Part of what attracted me to the Lab was its multidisciplinary nature, but I was quickly disabused of the notion that this was a melting pot for art forms; like many such places, it was pretty territorial. According to Pete Walsh, ‘it was an unusual bunch – I don’t think people held similar views across the board at all,’ and given that film accounted for a good chunk of revenue and helped to subsidise the music, visual arts and theatre programmes, it’s no surprise that there were tensions between the different areas. There were times, though, when these parts came together to form something greater. One-off happenings took over a canal basin or half-built library with music, fire and projections, and on a smaller scale Tony Jones remembers creating a perforated cinema screen for Bruce Lacey to jump through during one of his performance pieces.

The way the film and print workshop sparked off each other was an example of this process at its pragmatic best: as Pete Walsh put it, ‘we liked their work, and they were interested in film, so we would ask them to do posters’. Like the cinema, the press was built from scratch with various pillaged materials by two science students who had taught themselves how to print. The free-wheeling, fragmented results make today’s film marketing look pretty tame by comparison, and it’s easy to imagine the incongruous effect they had when plastered in concrete underpasses.

The Lab posters are often in the back of my mind when we produce our own flyers and brochures, perhaps with half an eye on posterity – when the events are a dim memory, people will still have marketing materials to remember us by. One advantage we have today, of course, is the internet. Postal strikes are unlikely to knock a hole in our audience figures, and the web offers a cheap route to international connections and visibility. On the other hand, plenty of things have not changed. This brave new digital phenomenon of crowd-funding is not a million miles from the Lab’s campaigns to buy a new projector or repair the roof, with the common thread a desire to provide an outlet for the unexpected.

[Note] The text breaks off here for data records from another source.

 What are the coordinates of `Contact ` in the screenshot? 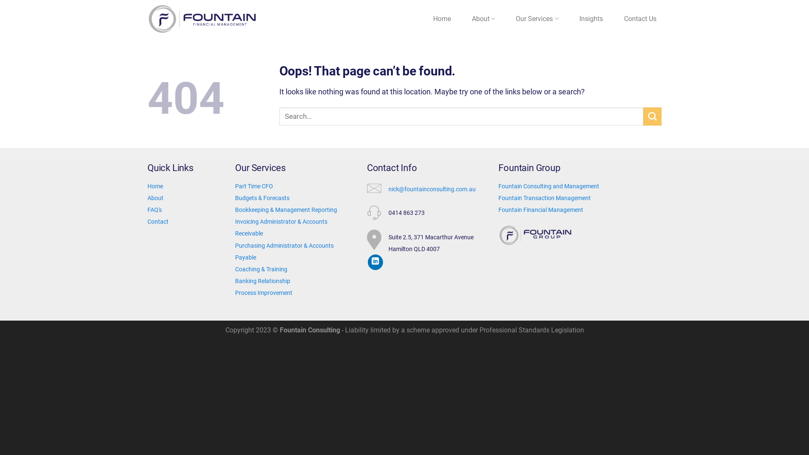 It's located at (159, 222).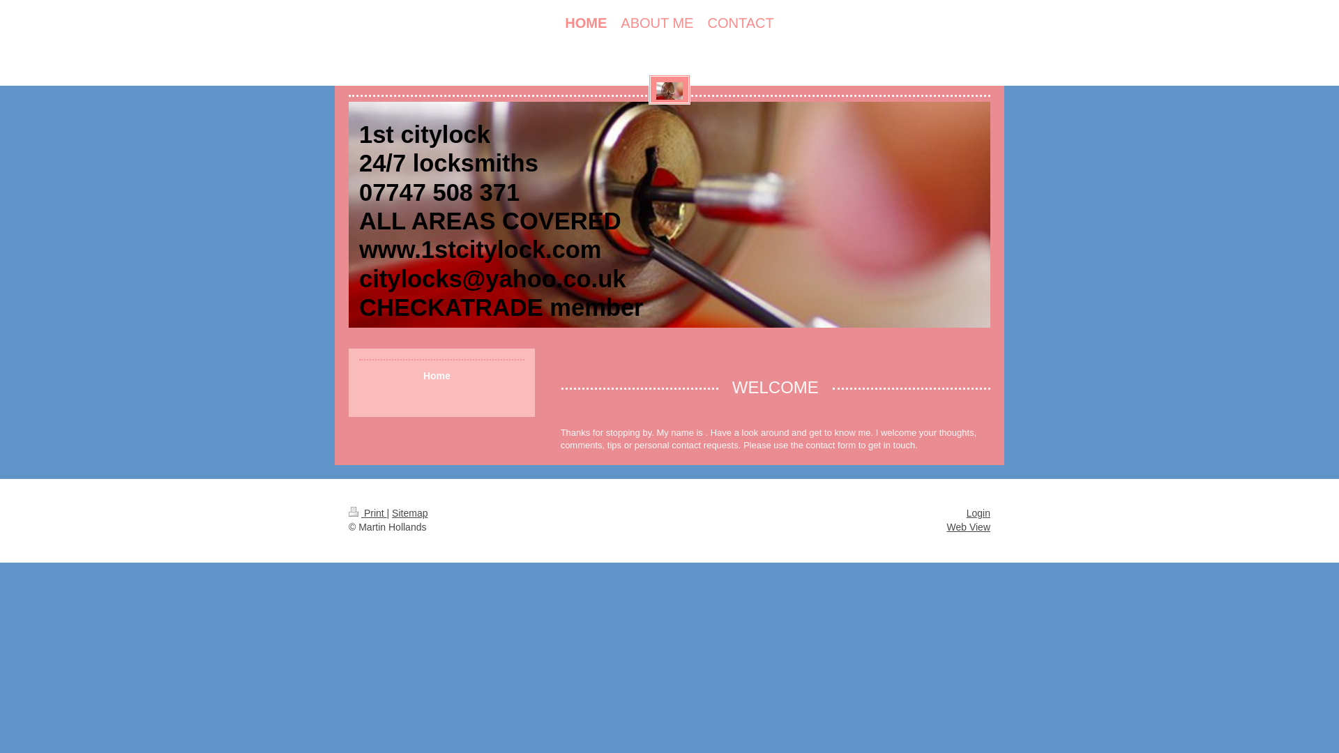  Describe the element at coordinates (368, 513) in the screenshot. I see `Print` at that location.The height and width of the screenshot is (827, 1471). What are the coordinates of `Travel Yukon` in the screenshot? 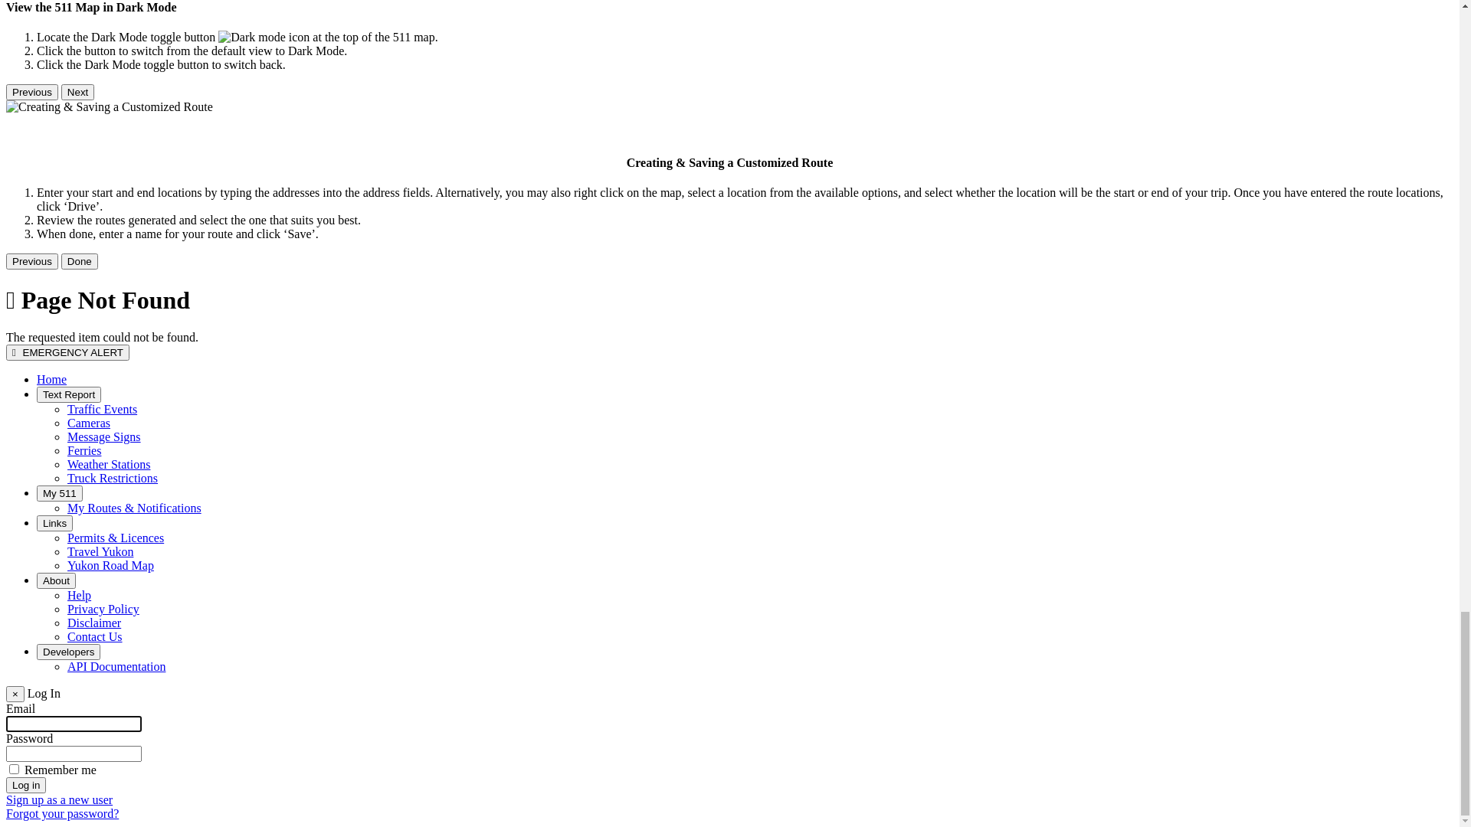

Following the film programmes through the 1970s and into the early 80s, you can see the shift in focus from the avant-garde to auteurism. The increasingly chunky bi-monthly catalogue includes extensive programme notes on the various seasons – some of them honest enough to slate the films they’re supposedly advertising – and can lead to wistful daydreams about a Sunday afternoon double bill of McCabe and Mrs Miller followed by an Ivor Cutler show. There’s even a Dennis Hopper retrospective and photo exhibition in there, with the vaguely optimistic note ‘possibly including a visit by the man himself’. In fact Mr Hopper did materialise in Birmingham, AWOL from a screening at the NFT and trailing an enormous entourage which included his parents.

This legendary misspent weekend became an expensive last hurrah in the Lab saga. By that point it had made the tricky transition from DIY volunteer-run outfit to West Midlands Arts’ biggest client, but on the horizon was a cost-cutting merger with Aston University, which would see the organisation stripped right back to a single-screen venue and film workshop. Tony Jones had already moved on to set up a cinema in Cambridge, which would go on to spawn the Picturehouse circuit recently purchased by Cineworld for £47 million. Pete Walsh continued to programme the place, now known as the Triangle, until its closure in 1994 when he moved on to the Irish Film Institute in Dublin. The legacy for Birmingham was not the glistening three-screen arthouse picture palace they might have dreamt of, but a generation of film lovers marked forever by strange and wonderful movies.

Pete Walsh died in December 2012, and the quotations in this piece are taken from an interview recorded in Dublin in 2009.